It's been more than a week since the Oscars. Does your food taste better? Are your classes shorter, your step lighter, your bills lower? Has your life improved in any way?
Then why the hell does America obsess over the Oscars so?
For most people, the Academy Awards possess a retroactive Midas touch. An Oscar-winner suddenly becomes better, as though the presentation of a statuette has some mystical effect on the quality of the acting or directing or sound editing of a film. The fact that Gladiator won Best Picture makes it worthy of a second look. If the Academy gave it this impassive, gold-plated little man, clearly it must be more than a crowd-pleasing gladiator movie. It's drama! Substance! Art!
Protest all you like. I know that you don't think that you think this way, but it would hardly work if it were a conscious act. Like it or not, the Oscars bestow an air of legitimacy on whatever they touch. "It's an honor just to be nominated"? Damn straight it is! Any actor or director who gets the chance to win an Oscar can then put "Academy Award-nominated" in front of his title ad nauseum -- at least until he gets an actual award to put next to Mom's Hummel figurines next to the fireplace.
It's a high school student government election all over again, with uncomfortable foreign and progressive films filling in for their 16-year old counterparts.
And why not? It's certainly easier that way. Back in 1929, the judges were probably sitting around a board room with their hands down their pants, bitching about how hungover they were and how much work there was to do before this big awards shindig. And then one of them leapt to his feet, shouting, "I got it! Screw taking our time and making controversial decisions! If we want people to like our choices, then we need to make sure that our choices are supported by the majority! We'll just make it a popularity contest -- then no one can complain. Now, who wants to go shopping for some stock? This bull market is great, isn't it?"
Hey, laziness I can understand. Weaseling out of things is what separates us from the animals (except the weasel). Unfortunately, these lazy Oscar judges have propagated a misguided legacy that we have to thank for the spurious accolades for Gladiator and Denzel Washington.
The Oscars aren't evil. That may seem faint praise, but you must realize that I don't think awards themselves are evil. Why not recognize outstanding art and the people that make it? The Oscars aren't always wrong, and they do get people to see good movies that might have been overlooked otherwise. The problem is that they give us such a narrow perspective.

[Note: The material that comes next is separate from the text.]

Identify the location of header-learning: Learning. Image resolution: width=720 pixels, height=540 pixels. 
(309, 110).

Sure, Spirited Away won Best Animated Feature (I was hoping it would lose just so I could forever point at Mar. 23, 2003 as evidence that the Oscars are irredeemably flawed), but why shouldn't animation compete against live film? I'd put Spirited Away up against most films you'd care to name. And where was this kind of recognition for Miyazaki's last film, Princess Mononoke? Both of these caught some American attention, though I'd wager that a large part of that had to do with the Americanized vocal casts. You don't often see dubbed Japanese anime starring Claire Danes or Billy Bob Thornton.

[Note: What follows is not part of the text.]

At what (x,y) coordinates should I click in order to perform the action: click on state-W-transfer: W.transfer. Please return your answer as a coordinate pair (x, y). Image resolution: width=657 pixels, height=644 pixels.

The Oscars deal in the mainstream, the popular, the American. That's fine. People forget it, though, and assign far more importance to the awards than the Academy has earned. The danger in a facile award is not in its frivolity but in its ability to convince people that it's serious.
Look at the Grammys. Yes, they often recognize pretty good musicians. I'm sure it's pretty neat to win one. But no one takes them seriously! No one pretends that the Grammy winners are the best of the best. And no one revises his opinion of any music based on the awarding of a Grammy. If you hate Eminem, no amount of gold-plated gramophones will change your mind.
Movies and music reach audiences differently -- a $5 radio will give you music nonstop, whereas $5 will hardly get you into a single movie nowadays -- but I don't see why our opinions of the awards should be so different.
Let me say it clearly: the Oscars are no better than the Grammys. The Oscars are the Grammys.
And if people would treat them that way, I'd have nothing to complain about. You barely notice when your favorite band doesn't win a Grammy. Why get so worked up over a freaking Oscar? Requiem for a Dream didn't get any Oscars. Neither did Fight Club or 12 Monkeys or You Can Count On Me or Apocalypse Now or The Shawshank Redemption. Some of these were overlooked completely, some were beaten out by stiff competition, some were robbed. So what?
It doesn't upset me that so many of my favorites -- movies that I consider to be potent and significant works of film -- have been passed over by the Academy. After all, art is all about taste. Sometimes we can separate our personal likes from appreciation for the work, and sometimes we cannot. I don't expect everyone in the world to like what I like. What upsets me is the exaggerated importance of the awards.
Hey, if a movie won an Oscar, it probably isn't bad. If that encourages you to rent it, go for it. And Spirited Away was just re-released to theaters based on its Oscar, so some good can come of the Academy after all. I just refuse to let the fact of an Oscar put a movie any higher in my estimation. Russell Crowe and Denzel Washington are welcome to brag about their acting chops -- they are good, and I know I like them -- but the minute either one tries to hold his Best Actor Oscar over someone's head, I'm putting bounties on their lives.